Giovanni Segantini “Return From The Wood”
Galleria d’Arte Moderna hosts a masterpiece from the Swiss collection, an Otto Fischbacher – Giovanni Segantini Foundation’s long term loan: Ritorno dal bosco, here in exchange of the painting Ritratto della signora Casiraghi Oriani currently at the exhibition Giovanni Segantini. Maestro del ritratto at the Segantini Museum St. Moritz.
In a cold winter landscape, an old peasant drags behind her a sled, loaded with a large log and some twisted roots. Following a path already traced in the snow, she’s on her way home after the daily toil. Ahead, in the village, the first lights have just turned on, their yellow warmth contrasts with the surrounding landscape. The mountain range acts as a backdrop, transforming into an icy mantle that threatens Savognino, the village where Segantini lived, from 1886, for some years.
Ritorno dal bosco is one of the first paintings marking Segantini’s approach to the themes of Symbolism. The mountain landscapes he studied during his voluntary isolation in the Grisons, in Switzerland, with their bright light and unspoiled nature, along with the influences of the most modern European paintings he knew through Vittore Grubicy de Dragon, led the artist toward a new pictorial language. Indeed, the picture is exemplary of Segantini’s success in the scrupulous use of Divisionist technique of applying pure colors directly onto the canvas, rather than mixing them on a palette.

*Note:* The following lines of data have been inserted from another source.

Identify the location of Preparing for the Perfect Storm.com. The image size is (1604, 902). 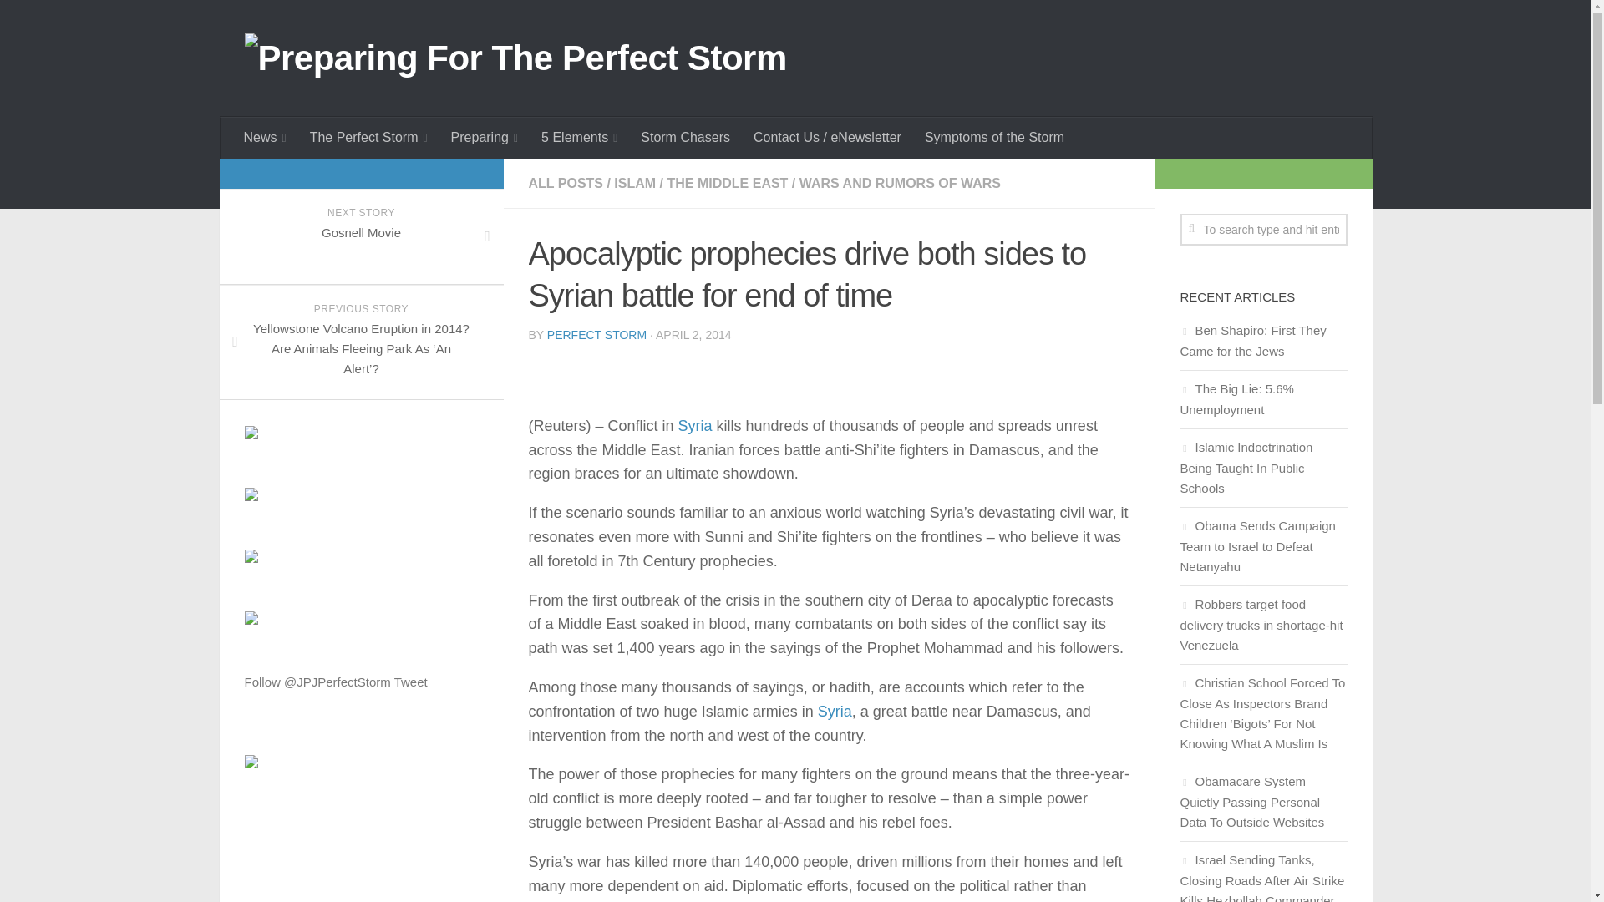
(250, 763).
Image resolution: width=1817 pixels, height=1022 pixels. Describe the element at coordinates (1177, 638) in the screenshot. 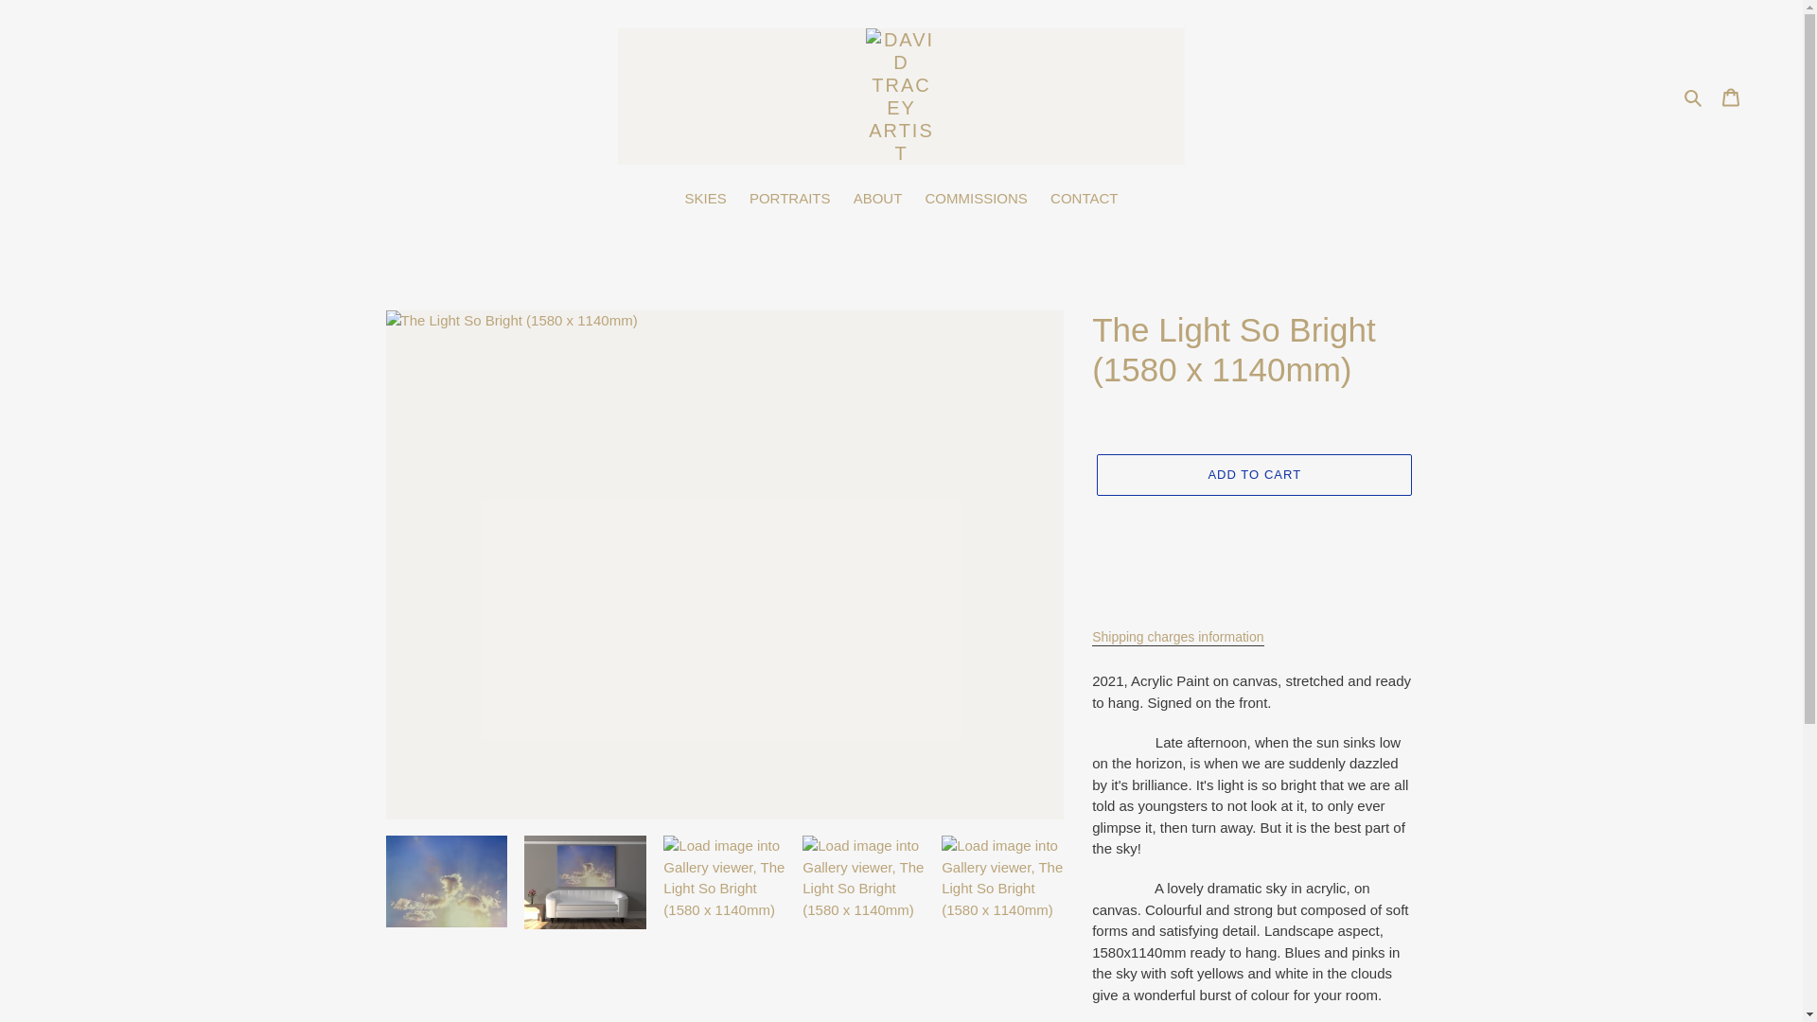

This achieves an effect of brightness, visible here in the crystalline whites and silvery gray, rich in blue undertones.
The clear, silent, snowy landscape retains deep symbolic meaning too, connected with nature’s cycle of death and rebirth. The roots on the sled may refer to the life that is born from the earth, which is only temporarily barren and bare. The old woman follows a straight path, taken by others before her, which leads inexorably to one destination: human destiny is inescapable and the woman heads towards it with proud resignation, perhaps looking hopefully at the light and at the bell tower, its spire the only element standing out against the sky, linking the earthly and spiritual planes.
-
Above:
Giovanni Segantini. Return from the wood, 1890. St. Moritz, Segantini Museum; Otto Fischbacher – Giovanni Segantini Foundation.